91
Netflix Tests Killing Off Its 'Basic' Subscription
(gizmodo.com)
A nice place to discuss rumors, happenings, innovations, and challenges in the technology sphere. We also welcome discussions on the intersections of technology and society. If it’s technological news or discussion of technology, it probably belongs here.
Remember the overriding ethos on Beehaw: Be(e) Nice. Each user you encounter here is a person, and should be treated with kindness (even if they’re wrong, or use a Linux distro you don’t like). Personal attacks will not be tolerated.
Subcommunities on Beehaw:
This community's icon was made by Aaron Schneider, under the CC-BY-NC-SA 4.0 license.
I have a very high end plex server. I think all in between VPN, Usenet, hardware costs I pay roughly $60/mo. But that gets me all the content I want, organized exactly how I want it, and nothing disappears on me. No need for 3-4 subscriptions, multiple apps, etc. And that service works for my entire family and I can easily make offline copies for trips.
Now all this does require pretty significant time investment. It's less now, but there were multiple very long research sessions and troubleshooting that I had to go through. I would absolutely pay for a service that was marginally close in ease of use just to not have to be my own IT, but it doesn't exist.
I pay for streaming music. It just works and I (usually) don't feel like maintaining my own music library is worth it. I pay for all my games, because Steam just works. I pay for all my ebooks because they just work. Streaming video by comparison is hot garbage. Just a complete morass of exclusive content, shitty apps, poor user experience and stupid policy decisions.
100% agree.
Steam works. Spotify works. These things are worth paying for because they make my life easier. When Netflix was the only game in town and had content from everywhere it was a fantastic service. Then every studio decided that they wanted all that money for themselves and started their own service. Since that time it is nothing but fragmentation, degraded service and confusion. Streaming Video seems to be in a race to oblivion.
Spotify buy out popular podcasters and force them to use their platform and this results in publicly available Podcasts going behind a centralised platform. This over time will cause the death of Podcasters.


WHAT YOU NEED TO DO => Leave the images out and write out each entry exactly as shown.

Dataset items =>
BEGIN
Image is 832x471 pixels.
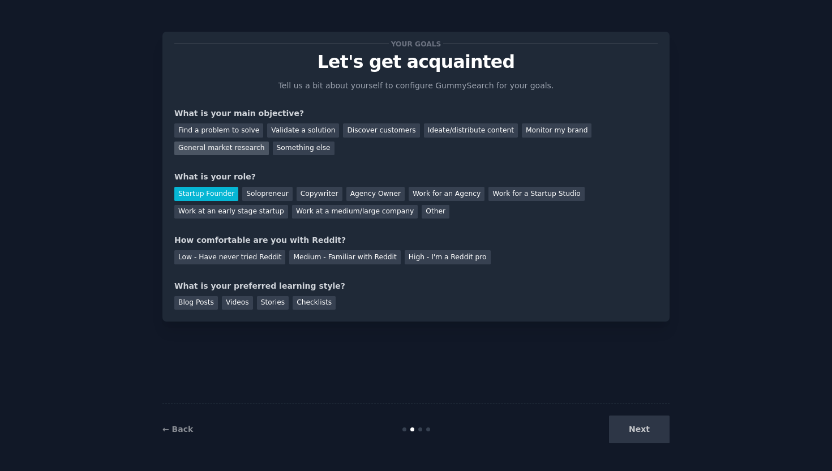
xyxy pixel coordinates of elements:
[174,205,288,219] div: Work at an early stage startup
[242,187,292,201] div: Solopreneur
[522,123,591,137] div: Monitor my brand
[174,171,657,183] div: What is your role?
[343,123,419,137] div: Discover customers
[174,250,285,264] div: Low - Have never tried Reddit
[174,107,657,119] div: What is your main objective?
[422,205,449,219] div: Other
[488,187,584,201] div: Work for a Startup Studio
[267,123,339,137] div: Validate a solution
[174,123,263,137] div: Find a problem to solve
[346,187,405,201] div: Agency Owner
[273,141,334,156] div: Something else
[174,52,657,72] p: Let's get acquainted
[424,123,518,137] div: Ideate/distribute content
[222,296,253,310] div: Videos
[174,141,269,156] div: General market research
[408,187,484,201] div: Work for an Agency
[174,187,238,201] div: Startup Founder
[296,187,342,201] div: Copywriter
[162,424,193,433] a: ← Back
[292,205,418,219] div: Work at a medium/large company
[289,250,400,264] div: Medium - Familiar with Reddit
[257,296,289,310] div: Stories
[174,296,218,310] div: Blog Posts
[293,296,336,310] div: Checklists
[405,250,491,264] div: High - I'm a Reddit pro
[174,280,657,292] div: What is your preferred learning style?
[389,38,443,50] span: Your goals
[273,80,558,92] p: Tell us a bit about yourself to configure GummySearch for your goals.
[174,234,657,246] div: How comfortable are you with Reddit?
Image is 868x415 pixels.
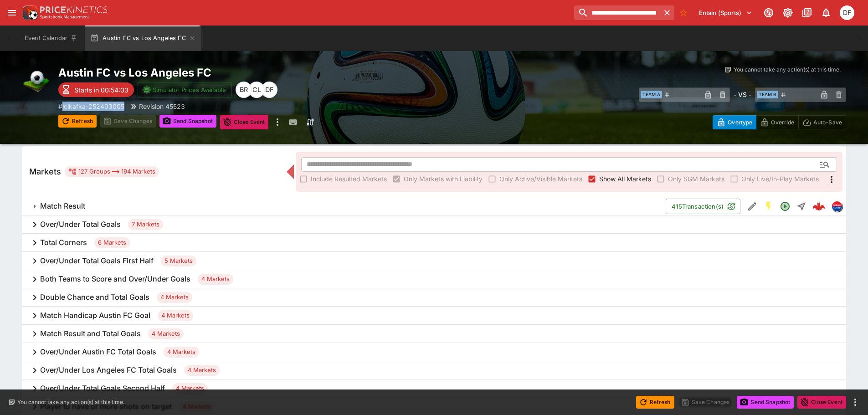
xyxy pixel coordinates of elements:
span: 4 Markets [156,293,192,302]
button: Auto-Save [799,115,846,130]
h6: Total Corners [40,238,87,248]
span: 6 Markets [94,238,130,248]
button: David Foster [837,3,857,23]
button: Overtype [712,115,757,130]
div: adb03701-4685-404e-b629-aa2d7c5e66e3 [813,200,825,213]
div: Codie Little [248,82,265,98]
h6: Match Handicap Austin FC Goal [40,311,151,320]
button: more [850,397,860,408]
button: Connected to PK [761,4,777,21]
img: Sportsbook Management [40,15,89,19]
div: 127 Groups 194 Markets [69,167,156,177]
h2: Copy To Clipboard [59,65,452,79]
button: Send Snapshot [160,115,217,128]
button: Close Event [220,115,269,130]
p: You cannot take any action(s) at this time. [733,65,840,74]
div: Ben Raymond [236,82,252,98]
button: No Bookmarks [677,6,691,20]
span: Only Live/In-Play Markets [742,174,819,184]
button: Open [817,156,833,173]
button: Straight [794,198,809,215]
span: 4 Markets [198,275,233,284]
button: Send Snapshot [737,397,794,409]
button: Open [777,198,794,215]
button: Select Tenant [693,6,758,20]
h6: Over/Under Los Angeles FC Total Goals [40,366,176,376]
div: Start From [712,115,846,130]
p: Override [771,118,794,127]
span: 4 Markets [164,348,199,357]
span: Team B [757,90,779,99]
img: PriceKinetics [40,7,108,13]
h6: Match Result and Total Goals [40,329,140,339]
button: Refresh [636,397,675,409]
h6: Match Result [40,202,85,211]
span: Include Resulted Markets [311,174,387,184]
div: lclkafka [832,201,843,212]
button: Austin FC vs Los Angeles FC [84,26,202,51]
p: Copy To Clipboard [59,102,125,111]
button: Notifications [818,4,835,21]
span: 4 Markets [184,366,220,376]
img: lclkafka [832,202,842,212]
p: You cannot take any action(s) at this time. [18,398,125,407]
h5: Markets [29,167,61,177]
svg: Open [779,201,791,212]
p: Starts in 00:54:03 [74,85,129,95]
p: Overtype [728,118,753,127]
span: Show All Markets [600,174,651,184]
span: 4 Markets [148,330,184,339]
div: David Foster [840,6,855,20]
span: Only SGM Markets [668,174,724,184]
button: SGM Enabled [761,198,777,215]
img: PriceKinetics Logo [20,3,38,22]
h6: - VS - [733,90,752,100]
svg: More [826,174,837,185]
span: 4 Markets [158,311,193,320]
h6: Over/Under Austin FC Total Goals [40,347,156,357]
h6: Over/Under Total Goals Second Half [40,384,165,393]
span: Team A [641,90,662,99]
h6: Over/Under Total Goals First Half [40,256,154,266]
button: Edit Detail [744,198,761,215]
span: Only Markets with Liability [404,174,483,184]
button: Match Result [22,197,666,216]
h6: Double Chance and Total Goals [40,293,150,302]
span: Only Active/Visible Markets [499,174,582,184]
button: Documentation [799,4,815,21]
span: 4 Markets [172,384,208,393]
a: adb03701-4685-404e-b629-aa2d7c5e66e3 [809,197,828,216]
h6: Both Teams to Score and Over/Under Goals [40,274,191,284]
button: more [272,115,283,130]
button: Simulator Prices Available [138,82,232,98]
input: search [574,6,660,20]
button: Event Calendar [19,26,83,51]
div: David Foster [261,82,278,98]
span: 7 Markets [128,220,163,229]
button: Toggle light/dark mode [779,4,796,21]
button: Refresh [59,115,97,128]
img: soccer.png [22,65,51,95]
button: 415Transaction(s) [666,199,741,214]
button: Override [756,115,799,130]
button: open drawer [3,4,20,21]
span: 5 Markets [161,257,197,266]
p: Auto-Save [814,118,842,127]
h6: Over/Under Total Goals [40,220,120,229]
p: Revision 45523 [139,102,185,111]
img: logo-cerberus--red.svg [813,200,825,213]
button: Close Event [798,397,846,409]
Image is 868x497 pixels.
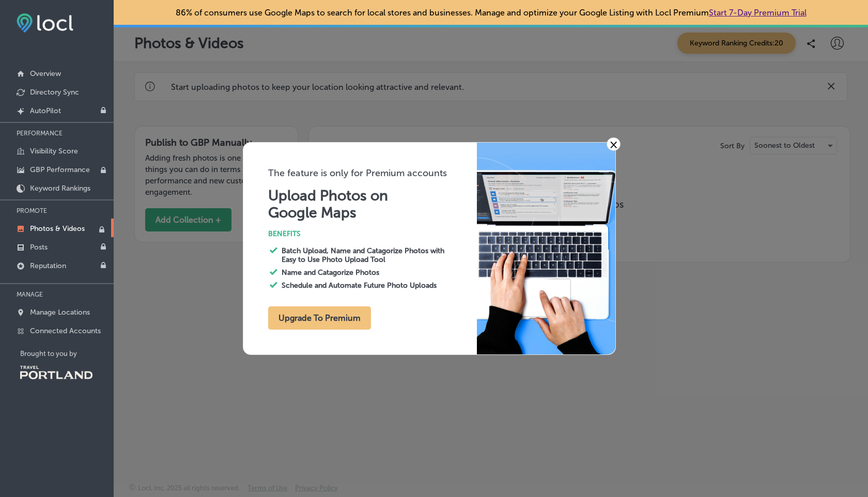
END
RESPONSE =>
Image is 832x471 pixels.
xyxy pixel coordinates of elements:
[174,205,288,219] div: Work at an early stage startup
[242,187,292,201] div: Solopreneur
[522,123,591,137] div: Monitor my brand
[174,171,657,183] div: What is your role?
[343,123,419,137] div: Discover customers
[174,250,285,264] div: Low - Have never tried Reddit
[174,107,657,119] div: What is your main objective?
[422,205,449,219] div: Other
[488,187,584,201] div: Work for a Startup Studio
[267,123,339,137] div: Validate a solution
[174,123,263,137] div: Find a problem to solve
[346,187,405,201] div: Agency Owner
[273,141,334,156] div: Something else
[174,52,657,72] p: Let's get acquainted
[424,123,518,137] div: Ideate/distribute content
[222,296,253,310] div: Videos
[174,141,269,156] div: General market research
[408,187,484,201] div: Work for an Agency
[174,187,238,201] div: Startup Founder
[296,187,342,201] div: Copywriter
[162,424,193,433] a: ← Back
[292,205,418,219] div: Work at a medium/large company
[289,250,400,264] div: Medium - Familiar with Reddit
[257,296,289,310] div: Stories
[174,296,218,310] div: Blog Posts
[293,296,336,310] div: Checklists
[405,250,491,264] div: High - I'm a Reddit pro
[174,280,657,292] div: What is your preferred learning style?
[389,38,443,50] span: Your goals
[273,80,558,92] p: Tell us a bit about yourself to configure GummySearch for your goals.
[174,234,657,246] div: How comfortable are you with Reddit?
Image is 868x415 pixels.
xyxy pixel coordinates of elements:
span: 4 Markets [156,293,192,302]
button: Auto-Save [799,115,846,130]
h6: Total Corners [40,238,87,248]
span: 6 Markets [94,238,130,248]
button: David Foster [837,3,857,23]
button: Overtype [712,115,757,130]
div: adb03701-4685-404e-b629-aa2d7c5e66e3 [813,200,825,213]
div: Codie Little [248,82,265,98]
h6: Match Handicap Austin FC Goal [40,311,151,320]
button: more [850,397,860,408]
button: Connected to PK [761,4,777,21]
img: Sportsbook Management [40,15,89,19]
div: 127 Groups 194 Markets [69,167,156,177]
h2: Copy To Clipboard [59,65,452,79]
button: Send Snapshot [160,115,217,128]
button: Close Event [220,115,269,130]
p: You cannot take any action(s) at this time. [733,65,840,74]
div: Ben Raymond [236,82,252,98]
button: No Bookmarks [677,6,691,20]
span: Only Live/In-Play Markets [742,174,819,184]
button: Open [817,156,833,173]
button: Straight [794,198,809,215]
span: 4 Markets [198,275,233,284]
button: Send Snapshot [737,397,794,409]
button: Open [777,198,794,215]
button: Select Tenant [693,6,758,20]
h6: Over/Under Los Angeles FC Total Goals [40,366,176,376]
div: Start From [712,115,846,130]
p: Override [771,118,794,127]
span: 4 Markets [164,348,199,357]
span: Team B [757,90,779,99]
img: PriceKinetics [40,7,108,13]
h6: Match Result and Total Goals [40,329,140,339]
button: Refresh [636,397,675,409]
h6: Match Result [40,202,85,211]
span: Include Resulted Markets [311,174,387,184]
div: lclkafka [832,201,843,212]
button: Austin FC vs Los Angeles FC [84,26,202,51]
p: Copy To Clipboard [59,102,125,111]
button: Notifications [818,4,835,21]
span: 4 Markets [184,366,220,376]
img: lclkafka [832,202,842,212]
p: You cannot take any action(s) at this time. [18,398,125,407]
h5: Markets [29,167,61,177]
svg: Open [779,201,791,212]
p: Starts in 00:54:03 [74,85,129,95]
p: Overtype [728,118,753,127]
span: Show All Markets [600,174,651,184]
span: 4 Markets [148,330,184,339]
div: David Foster [840,6,855,20]
span: Only SGM Markets [668,174,724,184]
button: SGM Enabled [761,198,777,215]
img: PriceKinetics Logo [20,3,38,22]
h6: - VS - [733,90,752,100]
svg: More [826,174,837,185]
span: 4 Markets [158,311,193,320]
h6: Over/Under Austin FC Total Goals [40,347,156,357]
h6: Over/Under Total Goals Second Half [40,384,165,393]
span: Team A [641,90,662,99]
h6: Over/Under Total Goals First Half [40,256,154,266]
button: Edit Detail [744,198,761,215]
span: Only Markets with Liability [404,174,483,184]
button: Match Result [22,197,666,216]
h6: Double Chance and Total Goals [40,293,150,302]
span: Only Active/Visible Markets [499,174,582,184]
button: Documentation [799,4,815,21]
span: 4 Markets [172,384,208,393]
a: adb03701-4685-404e-b629-aa2d7c5e66e3 [809,197,828,216]
h6: Both Teams to Score and Over/Under Goals [40,274,191,284]
button: more [272,115,283,130]
button: Simulator Prices Available [138,82,232,98]
input: search [574,6,660,20]
button: Event Calendar [19,26,83,51]
div: David Foster [261,82,278,98]
span: 7 Markets [128,220,163,229]
button: Toggle light/dark mode [779,4,796,21]
button: Refresh [59,115,97,128]
img: soccer.png [22,65,51,95]
button: 415Transaction(s) [666,199,741,214]
button: Override [756,115,799,130]
button: open drawer [3,4,20,21]
span: 5 Markets [161,257,197,266]
p: Auto-Save [814,118,842,127]
h6: Over/Under Total Goals [40,220,120,229]
p: Revision 45523 [139,102,185,111]
img: logo-cerberus--red.svg [813,200,825,213]
button: Close Event [798,397,846,409]
Image is 868x497 pixels.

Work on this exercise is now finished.